1995-01-10 - Thoughts on Data Havens

Header Data

From: jpb@gate.net
To: pstemari@erinet.com (Paul J. Ste. Marie)
Message Hash: b8c1fc5fb443f1fa8c64d0f4fb7323a5371b4695c71e8588d745251373614ef1
Message ID: <199501100630.BAA10057@hopi.gate.net>
Reply To: <9501100322.AB12220@eri.erinet.com>
UTC Datetime: 1995-01-10 06:54:53 UTC
Raw Date: Mon, 9 Jan 95 22:54:53 PST

Raw message

From: jpb@gate.net
Date: Mon, 9 Jan 95 22:54:53 PST
To: pstemari@erinet.com (Paul J. Ste. Marie)
Subject: Thoughts on Data Havens
In-Reply-To: <9501100322.AB12220@eri.erinet.com>
Message-ID: <199501100630.BAA10057@hopi.gate.net>
MIME-Version: 1.0
Content-Type: text


Re: 
> At 07:25 PM 1/9/95, dfloyd@io.com wrote:
> > ... Of course, the DH will be hidden by a good remailer (anon.penet.fi), but
> >it is trivial to use traffic analysis to find where the DH lies.  Just
> >monitor traffic from/to the remailer and do a series of store/retrives.
> >Then for confirmation, forge a mail from the dh site to the remailer with
> >the password (obtained from sniffing) to yourself. ...

This is a known weakness of the wizvax style remailers.  It is a shame that
they are so easy for naive users to use - while I like the idea of an easy
to use remailer, I have to shudder at how many people think that they are
a secure system, especially when the reason they use them is usually because
of a very real fear of the possible consequences if their lifestyle becomes
public.
 
> Hmm, hmm.  Using c'punk remailers with encrypted send blocks fixes one 
> problem, especially if the c'punk mailers do some sort of file splitting and 
> reassembly along the lines of what happens to IP packets that are too large 
> for a given link.  What would also help would be a mechanism for randomly 
> varying the encrypted send-to block.  The password replay attacks can be 
> fixed by encrypting the transmitted password along with a timestamp/sequence 
> number.

Post a new PGP key and encrypted address block weekly to alt.data.havens,
alt.2600, or a stegoed picture to alt.binaries.pictures.whatever.  If you
are limiting usership, perhaps an autoencrypting majordomo list. 

If you do decide to go the steganography route, keep in mind that users
on other platforms will want to use your DH and pick your stego program
accordingly.  As a Mac user, few things irritate me as much arj and zip
files on ftp sites.  gzip is a pain also, but at least I can un-gzip in
my shell account before downloading.

> One problem that remains would be a trail left by the increased traffic 
> to/from a DH vs a normal user.  That could only be fixed by a multitude of 
> DH sites.

One way of solving the traffic analysis problem is to have the DH account
also act as a remailer.  It would also be a good idea to only allow DH
commands to be executed if the encrypted (mandatory) control message arrived
from another remailer account - people knowledgeable enough to be using a
dh will probably not mind if they are "forced" to route traffic through
the remailer network - anyone paranoid enough to be a client is going to
tack your address block on the end of a long chain they created themselves.
As an added security measure, when a valid control message is received,
an identical length stream of random garbage should then be encrypted and
passed into the remailer pool.  This would be easier if remailers supported
some sort of bit sink command to trash a message rather than pass it along.

Joe Block <jpb@gate.net>
No man's life, liberty or property are safe while the legislature is in session.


#### [EXERCISE DETAILS]
Pull every line holding the word "JSON" out of the data and copy it.

------------------------------------------------

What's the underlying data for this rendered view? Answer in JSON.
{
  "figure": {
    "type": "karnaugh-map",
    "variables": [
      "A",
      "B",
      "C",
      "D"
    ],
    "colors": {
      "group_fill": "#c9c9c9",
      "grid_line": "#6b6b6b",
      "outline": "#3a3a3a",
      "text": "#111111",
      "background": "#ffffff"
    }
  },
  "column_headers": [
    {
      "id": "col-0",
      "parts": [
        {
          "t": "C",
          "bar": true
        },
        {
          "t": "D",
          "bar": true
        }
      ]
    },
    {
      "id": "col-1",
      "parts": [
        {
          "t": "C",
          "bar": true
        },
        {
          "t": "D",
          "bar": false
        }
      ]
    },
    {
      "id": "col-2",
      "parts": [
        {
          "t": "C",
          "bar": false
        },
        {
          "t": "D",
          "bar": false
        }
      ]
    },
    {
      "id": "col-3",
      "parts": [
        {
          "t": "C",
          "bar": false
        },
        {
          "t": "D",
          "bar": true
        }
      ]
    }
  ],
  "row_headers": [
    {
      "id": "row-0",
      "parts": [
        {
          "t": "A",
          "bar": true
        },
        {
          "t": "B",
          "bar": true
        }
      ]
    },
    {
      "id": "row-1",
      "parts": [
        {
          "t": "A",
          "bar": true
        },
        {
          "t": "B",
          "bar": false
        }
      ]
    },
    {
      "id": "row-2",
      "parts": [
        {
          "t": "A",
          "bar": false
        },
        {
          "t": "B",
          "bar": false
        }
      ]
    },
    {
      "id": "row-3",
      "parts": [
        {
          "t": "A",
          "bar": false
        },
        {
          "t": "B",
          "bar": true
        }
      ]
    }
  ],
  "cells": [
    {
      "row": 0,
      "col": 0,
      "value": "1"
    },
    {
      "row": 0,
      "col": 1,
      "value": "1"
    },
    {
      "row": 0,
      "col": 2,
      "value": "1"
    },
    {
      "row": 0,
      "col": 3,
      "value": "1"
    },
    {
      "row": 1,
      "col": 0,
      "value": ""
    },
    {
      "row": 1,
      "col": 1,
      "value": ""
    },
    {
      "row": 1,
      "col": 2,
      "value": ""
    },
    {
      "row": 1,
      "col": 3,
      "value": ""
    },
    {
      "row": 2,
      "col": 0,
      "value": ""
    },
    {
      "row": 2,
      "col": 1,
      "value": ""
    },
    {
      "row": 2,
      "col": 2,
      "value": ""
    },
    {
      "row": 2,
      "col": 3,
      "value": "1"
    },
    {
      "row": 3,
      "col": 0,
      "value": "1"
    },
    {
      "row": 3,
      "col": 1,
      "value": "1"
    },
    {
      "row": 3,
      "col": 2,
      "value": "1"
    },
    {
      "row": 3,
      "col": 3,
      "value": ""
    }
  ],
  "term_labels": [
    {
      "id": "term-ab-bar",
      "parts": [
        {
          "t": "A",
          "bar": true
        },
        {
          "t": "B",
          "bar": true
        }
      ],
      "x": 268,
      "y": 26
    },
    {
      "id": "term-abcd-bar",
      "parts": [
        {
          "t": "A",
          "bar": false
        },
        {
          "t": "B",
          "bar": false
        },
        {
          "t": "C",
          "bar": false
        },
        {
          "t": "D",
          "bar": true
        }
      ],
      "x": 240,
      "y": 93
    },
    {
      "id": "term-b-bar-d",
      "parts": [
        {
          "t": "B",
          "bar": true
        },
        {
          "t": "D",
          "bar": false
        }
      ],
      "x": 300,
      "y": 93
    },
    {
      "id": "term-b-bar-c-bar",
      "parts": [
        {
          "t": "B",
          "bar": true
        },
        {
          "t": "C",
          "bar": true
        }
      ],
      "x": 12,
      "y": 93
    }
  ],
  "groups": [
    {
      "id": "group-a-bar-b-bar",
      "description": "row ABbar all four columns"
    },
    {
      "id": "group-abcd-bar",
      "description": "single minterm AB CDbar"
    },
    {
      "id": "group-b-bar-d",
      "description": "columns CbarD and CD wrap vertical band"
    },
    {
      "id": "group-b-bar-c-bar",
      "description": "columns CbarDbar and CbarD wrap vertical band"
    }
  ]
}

------------------------------------------------

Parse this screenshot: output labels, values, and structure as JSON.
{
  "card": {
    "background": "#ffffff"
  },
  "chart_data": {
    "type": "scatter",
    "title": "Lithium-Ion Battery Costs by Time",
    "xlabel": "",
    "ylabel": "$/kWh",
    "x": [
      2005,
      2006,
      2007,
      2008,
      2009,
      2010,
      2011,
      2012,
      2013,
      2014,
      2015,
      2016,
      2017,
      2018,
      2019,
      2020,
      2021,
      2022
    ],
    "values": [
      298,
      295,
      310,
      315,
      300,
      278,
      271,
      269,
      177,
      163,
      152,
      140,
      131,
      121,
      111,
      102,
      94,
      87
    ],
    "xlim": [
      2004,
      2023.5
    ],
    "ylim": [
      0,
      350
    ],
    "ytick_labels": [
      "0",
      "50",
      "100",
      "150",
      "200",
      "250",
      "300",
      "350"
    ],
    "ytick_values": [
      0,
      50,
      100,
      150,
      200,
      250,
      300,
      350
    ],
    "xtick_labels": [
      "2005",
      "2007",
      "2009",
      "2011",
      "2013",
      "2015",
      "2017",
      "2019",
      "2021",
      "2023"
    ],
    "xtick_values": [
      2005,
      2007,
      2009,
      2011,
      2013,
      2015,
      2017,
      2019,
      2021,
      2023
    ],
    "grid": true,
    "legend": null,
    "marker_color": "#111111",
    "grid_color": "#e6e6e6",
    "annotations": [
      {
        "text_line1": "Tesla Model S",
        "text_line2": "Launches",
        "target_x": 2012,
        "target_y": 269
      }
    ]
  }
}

------------------------------------------------

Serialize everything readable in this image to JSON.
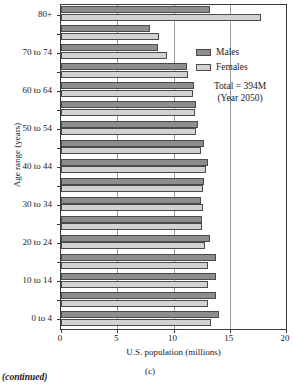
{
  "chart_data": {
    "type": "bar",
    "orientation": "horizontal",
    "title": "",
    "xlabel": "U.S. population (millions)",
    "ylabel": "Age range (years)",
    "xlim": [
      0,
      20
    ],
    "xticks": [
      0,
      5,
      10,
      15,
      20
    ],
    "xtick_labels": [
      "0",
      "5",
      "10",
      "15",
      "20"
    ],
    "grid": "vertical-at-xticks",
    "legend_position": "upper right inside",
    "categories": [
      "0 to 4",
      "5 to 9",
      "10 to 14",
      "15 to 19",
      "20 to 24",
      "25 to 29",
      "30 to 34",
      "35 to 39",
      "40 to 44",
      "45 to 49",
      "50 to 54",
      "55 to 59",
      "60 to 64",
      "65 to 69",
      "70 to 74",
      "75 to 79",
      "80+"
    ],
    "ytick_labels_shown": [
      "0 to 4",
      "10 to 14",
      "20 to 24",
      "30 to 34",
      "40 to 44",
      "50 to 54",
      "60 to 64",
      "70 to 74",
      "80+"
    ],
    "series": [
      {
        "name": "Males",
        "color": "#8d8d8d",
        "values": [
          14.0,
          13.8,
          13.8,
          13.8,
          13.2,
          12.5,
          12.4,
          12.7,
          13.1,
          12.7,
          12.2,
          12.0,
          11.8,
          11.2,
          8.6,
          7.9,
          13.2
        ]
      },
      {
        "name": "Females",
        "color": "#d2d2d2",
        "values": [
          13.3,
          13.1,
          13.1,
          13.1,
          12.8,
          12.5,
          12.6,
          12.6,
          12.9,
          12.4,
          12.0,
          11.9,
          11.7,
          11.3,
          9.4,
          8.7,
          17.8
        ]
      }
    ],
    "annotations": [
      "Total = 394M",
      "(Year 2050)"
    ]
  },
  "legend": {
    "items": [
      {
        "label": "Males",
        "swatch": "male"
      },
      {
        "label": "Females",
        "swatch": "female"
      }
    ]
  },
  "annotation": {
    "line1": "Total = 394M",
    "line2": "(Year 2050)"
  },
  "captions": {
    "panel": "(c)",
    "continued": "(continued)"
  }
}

------------------------------------------------

#### [EXERCISE ANSWER]
What's the underlying data for this rendered view? Answer in JSON.
Parse this screenshot: output labels, values, and structure as JSON.
Serialize everything readable in this image to JSON.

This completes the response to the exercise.